What happens when a collectible enters an IRA

The tax code does not care how the collectible got into the account. A purchase, a transfer, or a gift all count the same. The moment an IRA acquires a collectible, the IRS treats the cost as a distribution to the account owner. The distribution is taxed as ordinary income at your marginal rate.

If you are under age 59 and a half, a 10 percent additional tax applies on top of the income tax. Section 72(t) of the tax code sets this penalty. The combined bill can easily reach 35 to 45 percent of the purchase price in the first year.

Common coins that fail the rule

Pre-1933 United States gold coinage is the most common trap. The Saint-Gaudens Double Eagle, the Liberty Head Double Eagle, and the Indian Head Eagle were all struck at 90 percent pure gold. That is .900 fine, which is below the .995 rule. These coins are beautiful and they hold numismatic value. They do not belong in an IRA.

The South African Krugerrand is the second common trap. It is struck at 91.67 percent pure gold, or .9167 fine. That is below the .995 rule and the coin has no statutory carve-out. It is a collectible for IRA purposes.

Graded coins raise a separate concern. A coin that is otherwise eligible, such as an American Silver Eagle, can lose its eligibility when a grading service slabs it and assigns a numismatic premium. Some custodians accept graded bullion and some do not. When in doubt, the plain, ungraded coin is the safer choice.

Beyond coins: other collectibles

Section 408(m) reaches past coins. Artwork, antique furniture, wine, rugs, and vintage cars are all on the list. Gems and precious stones are on the list as well. An IRA cannot hold these items, no matter how they are stored or how they are titled.

Precious metal jewelry is a gray area that tilts toward disallowed. The metal content may be pure enough, but the work and the wearability give the piece a collectible character. Custodians generally refuse jewelry, and the IRS has not published a safe harbor for it.

How compliant accounts avoid the trap

A compliant precious metals IRA pairs three parties. The dealer sells bullion to the account. The self-directed custodian records the purchase and takes legal title on behalf of the IRA. An approved depository stores the metal in a vault. No coin or bar passes through the account holder at any point in the chain. When the paperwork is clean and the metal is bullion-grade, Section 408(m) never fires.

Before a purchase closes, a careful buyer should ask for the fineness mark on the coin or bar, the refiner or mint name, and a written confirmation from the custodian that the item is on its approved list. Keep the invoice and the custodian statement in a single folder. If the IRS later questions the purchase, these documents are the first line of defense.

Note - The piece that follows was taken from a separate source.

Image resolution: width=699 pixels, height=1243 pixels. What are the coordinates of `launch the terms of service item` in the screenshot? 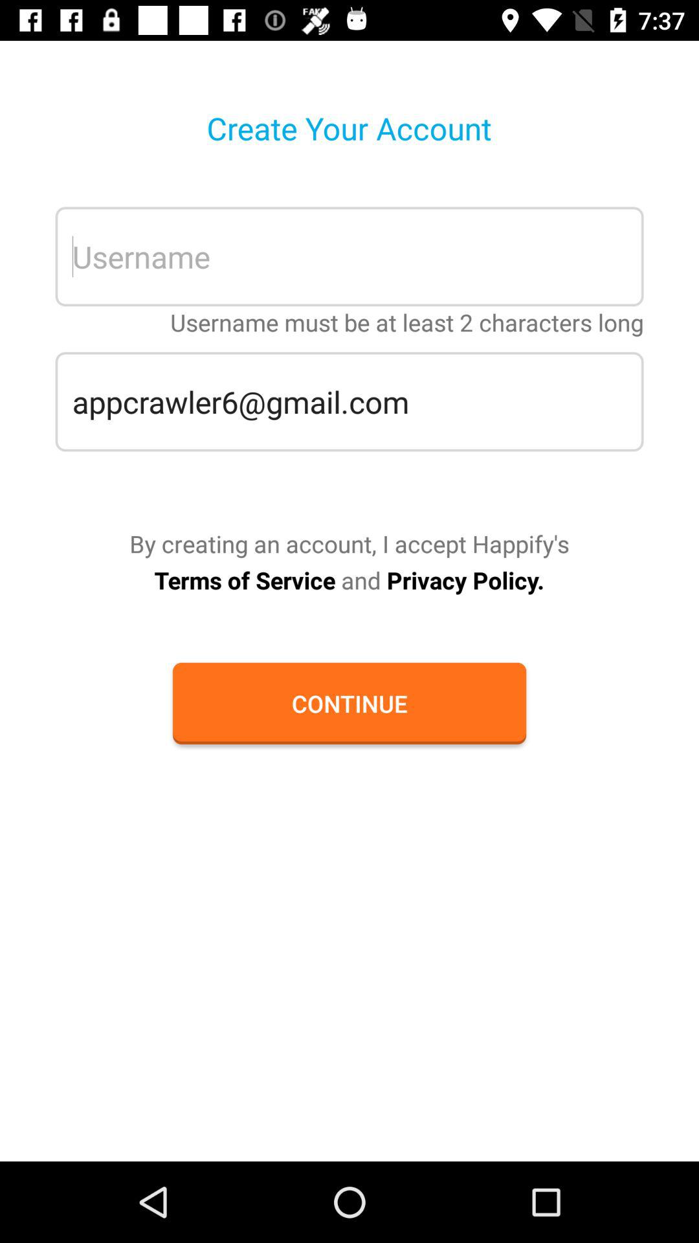 It's located at (349, 580).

If a collectible has already entered an account by mistake, the remedy is narrow. The IRS does not offer a clean rollback. Speak with a tax professional about a corrective distribution or a same-year sale at fair market value. Time matters. The earlier the fix, the smaller the tax exposure.

Frequently asked questions

What does IRC Section 408(m) prohibit?

It prohibits an IRA from holding collectibles, including most coins, artwork, gems, and antiques. A narrow carve-out allows bullion and specific coins that meet fineness rules.

What is the tax cost of putting a collectible in an IRA?

The IRS treats the purchase price as a distribution to the account owner. You pay ordinary income tax on that amount, plus a 10 percent additional tax if you are under age 59 and a half.